OK, goes the Tory cry, but take one for the team. Stand by your man. If you believe in Britain, the Prime Minister, after all, is the actual boss. But this avoids the particular current circumstances of Scottish politics. The title of the Scottish Conservative and Unionist party may indicate three equal elements, but in post-referendum Scotland, it is the third which now counts the most. Confronted with a Prime Minister who has acted carelessly at best and criminally at worst, and whose popularity ratings in Scotland currently rank among the lowest ever recorded for a frontline politician in Scotland, a cold hard calculation has to be made. What is best for the Union? Standing by a leader who four-fifths of Scots think should quit? Or at least showing people in Scotland that there are members of the governing UK party who understand the rage and the anger they feel?
Neither of the choices are ideal, of course. And if Mr Johnson clings on and, even worse for the Scottish Tories, returns to full strength and fights the next general election, then Mr Ross will be in an untenable position — impotent and absurd.

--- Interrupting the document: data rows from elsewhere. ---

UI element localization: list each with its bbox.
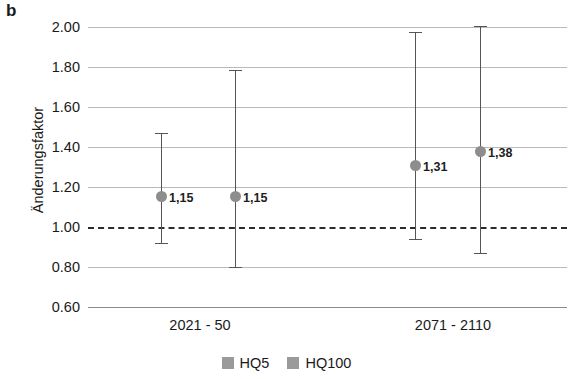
legend-swatch-icon-hq100	[287, 357, 299, 369]
plot-area: 1,15 1,15 1,31 1,38	[88, 27, 567, 307]
chart-figure: b Änderungsfaktor 2.00 1.80 1.60 1.40 1.…	[0, 0, 573, 379]
legend-swatch-icon-hq5	[222, 357, 234, 369]
data-marker-hq5-2071	[410, 160, 421, 171]
gridline-1-20	[88, 187, 567, 188]
gridline-1-80	[88, 67, 567, 68]
errorbar-cap-upper-hq5-2021	[155, 133, 168, 134]
legend-label-hq5: HQ5	[240, 355, 270, 371]
data-marker-hq100-2071	[475, 146, 486, 157]
data-value-label-hq100-2021: 1,15	[243, 192, 267, 205]
legend-label-hq100: HQ100	[305, 355, 351, 371]
x-group-label-2021-50: 2021 - 50	[110, 318, 290, 333]
y-tick-label: 1.40	[24, 140, 80, 155]
legend-item-hq100: HQ100	[287, 355, 351, 371]
legend-item-hq5: HQ5	[222, 355, 270, 371]
gridline-1-60	[88, 107, 567, 108]
data-marker-hq5-2021	[156, 191, 167, 202]
errorbar-line-hq5-2071	[415, 32, 416, 239]
data-value-label-hq5-2021: 1,15	[169, 192, 193, 205]
data-value-label-hq5-2071: 1,31	[423, 161, 447, 174]
legend: HQ5 HQ100	[0, 355, 573, 371]
reference-line-1-00	[88, 227, 567, 229]
y-tick-label: 1.20	[24, 180, 80, 195]
x-axis-line	[88, 307, 567, 308]
gridline-0-80	[88, 267, 567, 268]
errorbar-cap-lower-hq100-2071	[474, 253, 487, 254]
y-tick-label: 2.00	[24, 20, 80, 35]
errorbar-cap-upper-hq5-2071	[409, 32, 422, 33]
errorbar-cap-upper-hq100-2071	[474, 26, 487, 27]
errorbar-cap-lower-hq5-2071	[409, 239, 422, 240]
data-value-label-hq100-2071: 1,38	[488, 147, 512, 160]
errorbar-line-hq100-2021	[235, 70, 236, 267]
y-tick-label: 0.60	[24, 300, 80, 315]
x-group-label-2071-2110: 2071 - 2110	[363, 318, 543, 333]
data-marker-hq100-2021	[230, 191, 241, 202]
y-tick-label: 1.60	[24, 100, 80, 115]
errorbar-cap-lower-hq100-2021	[229, 267, 242, 268]
y-tick-label: 1.80	[24, 60, 80, 75]
errorbar-line-hq100-2071	[480, 26, 481, 253]
gridline-2-00	[88, 27, 567, 28]
panel-label: b	[6, 2, 16, 19]
errorbar-line-hq5-2021	[161, 133, 162, 243]
errorbar-cap-upper-hq100-2021	[229, 70, 242, 71]
y-tick-label: 0.80	[24, 260, 80, 275]
y-tick-label: 1.00	[24, 220, 80, 235]
errorbar-cap-lower-hq5-2021	[155, 243, 168, 244]
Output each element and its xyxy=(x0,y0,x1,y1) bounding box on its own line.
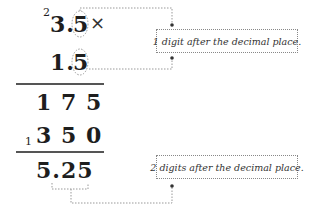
partial-product-1: 1 7 5 xyxy=(36,91,102,113)
multiplicand-decimal: 5 xyxy=(73,13,89,35)
top-connector-dot xyxy=(170,23,174,27)
result: 5.25 xyxy=(36,159,94,181)
multiplicand-integer: 3. xyxy=(50,13,75,35)
result-bracket xyxy=(52,183,88,189)
bottom-annotation-box: 2 digits after the decimal place. xyxy=(156,155,298,179)
middle-connector-dot xyxy=(170,56,174,60)
lower-rule xyxy=(16,151,104,153)
partial-product-2: 3 5 0 xyxy=(36,124,102,146)
top-annotation-box: 1 digit after the decimal place. xyxy=(156,29,298,53)
bottom-connector-dot xyxy=(170,184,174,188)
bottom-annotation-text: 2 digits after the decimal place. xyxy=(150,162,303,173)
multiply-operator: × xyxy=(90,12,105,33)
middle-connector-line xyxy=(89,58,172,69)
carry-bottom: 1 xyxy=(25,135,32,148)
top-annotation-text: 1 digit after the decimal place. xyxy=(153,36,301,47)
upper-rule xyxy=(16,83,104,85)
multiplier-integer: 1. xyxy=(50,51,75,73)
multiplier-decimal: 5 xyxy=(73,51,89,73)
carry-top: 2 xyxy=(43,6,50,19)
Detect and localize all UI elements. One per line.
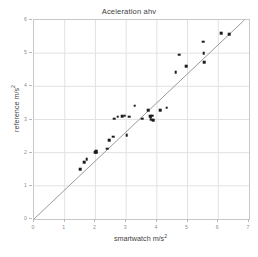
x-tick-mark	[248, 219, 249, 222]
x-tick-mark	[217, 219, 218, 222]
y-tick-mark	[29, 185, 32, 186]
y-tick-mark	[29, 85, 32, 86]
y-tick-mark	[29, 218, 32, 219]
data-point	[152, 119, 155, 122]
data-point	[185, 65, 188, 68]
data-point	[128, 116, 131, 119]
data-point	[175, 71, 178, 74]
data-point	[165, 107, 168, 110]
y-tick-mark	[29, 152, 32, 153]
x-axis-label-text: smartwatch m/s	[114, 234, 164, 243]
data-point	[228, 33, 231, 36]
data-point	[202, 40, 205, 43]
data-point	[125, 134, 128, 137]
y-tick-label: 1	[17, 182, 27, 188]
data-point	[202, 52, 205, 55]
data-point	[83, 161, 86, 164]
x-tick-label: 4	[154, 224, 157, 230]
x-tick-mark	[187, 219, 188, 222]
data-point	[141, 118, 144, 121]
y-tick-label: 6	[17, 16, 27, 22]
y-axis-label: reference m/s2	[12, 44, 21, 174]
y-tick-mark	[29, 119, 32, 120]
data-point	[108, 139, 111, 142]
data-point	[151, 114, 154, 117]
data-point	[123, 114, 126, 117]
data-point	[133, 104, 136, 107]
data-point-series	[34, 20, 249, 219]
y-axis-label-exponent: 2	[10, 85, 16, 88]
x-tick-label: 5	[185, 224, 188, 230]
x-tick-mark	[156, 219, 157, 222]
data-point	[159, 109, 162, 112]
chart-title: Aceleration ahv	[0, 7, 258, 16]
data-point	[86, 158, 89, 161]
y-tick-mark	[29, 52, 32, 53]
data-point	[178, 54, 181, 57]
data-point	[203, 61, 206, 64]
x-tick-label: 2	[93, 224, 96, 230]
data-point	[112, 135, 115, 138]
data-point	[106, 147, 109, 150]
plot-area	[33, 19, 250, 220]
data-point	[147, 109, 150, 112]
x-axis-label: smartwatch m/s2	[33, 234, 248, 243]
x-tick-mark	[94, 219, 95, 222]
x-tick-label: 7	[247, 224, 250, 230]
x-tick-label: 1	[62, 224, 65, 230]
data-point	[95, 151, 98, 154]
scatter-chart-figure: Aceleration ahv 01234567 0123456 smartwa…	[0, 0, 258, 257]
x-tick-mark	[33, 219, 34, 222]
y-axis-label-text: reference m/s	[12, 88, 21, 132]
x-tick-label: 3	[124, 224, 127, 230]
x-tick-mark	[125, 219, 126, 222]
data-point	[79, 168, 82, 171]
x-tick-label: 6	[216, 224, 219, 230]
y-tick-label: 0	[17, 215, 27, 221]
data-point	[116, 116, 119, 119]
y-tick-mark	[29, 19, 32, 20]
x-tick-label: 0	[32, 224, 35, 230]
x-tick-mark	[64, 219, 65, 222]
x-axis-label-exponent: 2	[164, 233, 167, 239]
data-point	[220, 32, 223, 35]
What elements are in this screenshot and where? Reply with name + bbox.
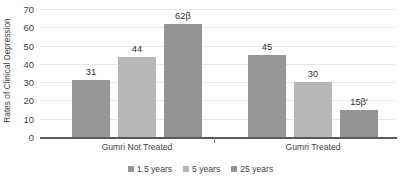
legend-item[interactable]: 1.5 years (128, 164, 172, 174)
gridline (40, 46, 397, 47)
legend-swatch-icon (231, 166, 237, 172)
legend-label: 5 years (192, 164, 220, 174)
bar (118, 57, 156, 137)
legend-swatch-icon (183, 166, 189, 172)
x-axis-category-label: Gumri Not Treated (102, 142, 173, 152)
x-axis-category-label: Gumri Treated (286, 142, 341, 152)
y-axis-tick-labels: 010203040506070 (0, 9, 38, 137)
chart-legend: 1.5 years5 years25 years (0, 164, 401, 174)
legend-item[interactable]: 5 years (183, 164, 220, 174)
bar-value-label: 44 (132, 43, 142, 54)
bar-value-label: 62β (175, 10, 191, 21)
plot-area: 314462β453015β' (40, 9, 397, 137)
y-axis-tick-label: 30 (24, 77, 34, 88)
y-axis-tick-label: 70 (24, 4, 34, 15)
legend-item[interactable]: 25 years (231, 164, 273, 174)
y-axis-tick-label: 10 (24, 113, 34, 124)
bar-value-label: 45 (262, 41, 272, 52)
x-axis-line (40, 137, 397, 139)
y-axis-tick-label: 40 (24, 58, 34, 69)
bar-value-label: 30 (308, 68, 318, 79)
bar-value-label: 15β' (350, 96, 368, 107)
bar-value-label: 31 (86, 66, 96, 77)
bar (164, 24, 202, 137)
y-axis-tick-label: 50 (24, 40, 34, 51)
bar (248, 55, 286, 137)
gridline (40, 64, 397, 65)
legend-swatch-icon (128, 166, 134, 172)
legend-label: 25 years (240, 164, 273, 174)
gridline (40, 9, 397, 10)
x-axis-group-tick (214, 138, 215, 143)
bar-chart: Rates of Clinical Depression 01020304050… (0, 0, 401, 186)
bar (294, 82, 332, 137)
y-axis-tick-label: 0 (29, 132, 34, 143)
bar (72, 80, 110, 137)
legend-label: 1.5 years (137, 164, 172, 174)
y-axis-tick-label: 60 (24, 22, 34, 33)
y-axis-tick-label: 20 (24, 95, 34, 106)
bar (340, 110, 378, 137)
gridline (40, 27, 397, 28)
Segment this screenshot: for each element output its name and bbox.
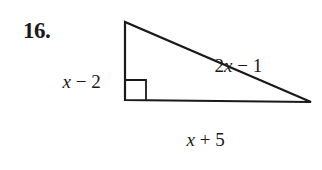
vertical-leg-variable: x (63, 71, 71, 92)
hypotenuse-constant: 1 (253, 55, 263, 76)
base-leg-variable: x (187, 129, 195, 150)
vertical-leg-operator: − (71, 71, 91, 92)
hypotenuse-coefficient: 2 (215, 55, 225, 76)
right-triangle-figure (0, 0, 322, 170)
base-leg-operator: + (195, 129, 215, 150)
hypotenuse-label: 2x − 1 (205, 37, 262, 75)
vertical-leg-constant: 2 (91, 71, 101, 92)
base-leg-constant: 5 (215, 129, 225, 150)
hypotenuse-operator: − (232, 55, 252, 76)
right-angle-marker (125, 80, 146, 100)
base-leg-label: x + 5 (177, 111, 225, 149)
vertical-leg-label: x − 2 (53, 53, 101, 91)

More immediately, the Scottish party faces a major problem this coming May when local elections take place. The SNP is there for the taking: with council tax going up, the Tories should be making hay. But the message from their opponents will come back- when even the Tories don’t back the Tories, why should you? Party figures I speak to fear that any messages around local services will be subsumed within the Johnson soap opera.
Mr Ross will probably end up taking the blame for that. But this does not mean he chose wrongly last month. It will just show that Mr Johnson presented him with a choice of cutting his throat or slashing his wrist. And it is this that should give Downing Street pause for thought.
If Mr Johnson’s misdeeds catch up with him eventually, the very worst that can happen is that the Conservatives will be kicked out of office and will be forced to swap sides in the House of Commons. But, in Scotland, by continuing to put Unionist leaders in Scotland in impossible positions, the careless and arrogant use of power in Number Ten may persuade Scots that the UK is no longer a marriage worth backing.
More immediately, Downing Street should recognise that when it acts with such casual disregard for the privileges of office, it ensures that the SNP government in Edinburgh gets away scot-free. Working together, the UK Government and the Scottish Conservatives have the armoury and the arguments to tear apart the SNP government’s threadbare case for independence. But when the government fails to live up to the standards expected by the British people, that task goes unaccomplished. That is not Mr Ross’s fault; it’s the governments in London. It’s not Mr Ross who needs to make amends for the mess the party finds itself in, it’s them.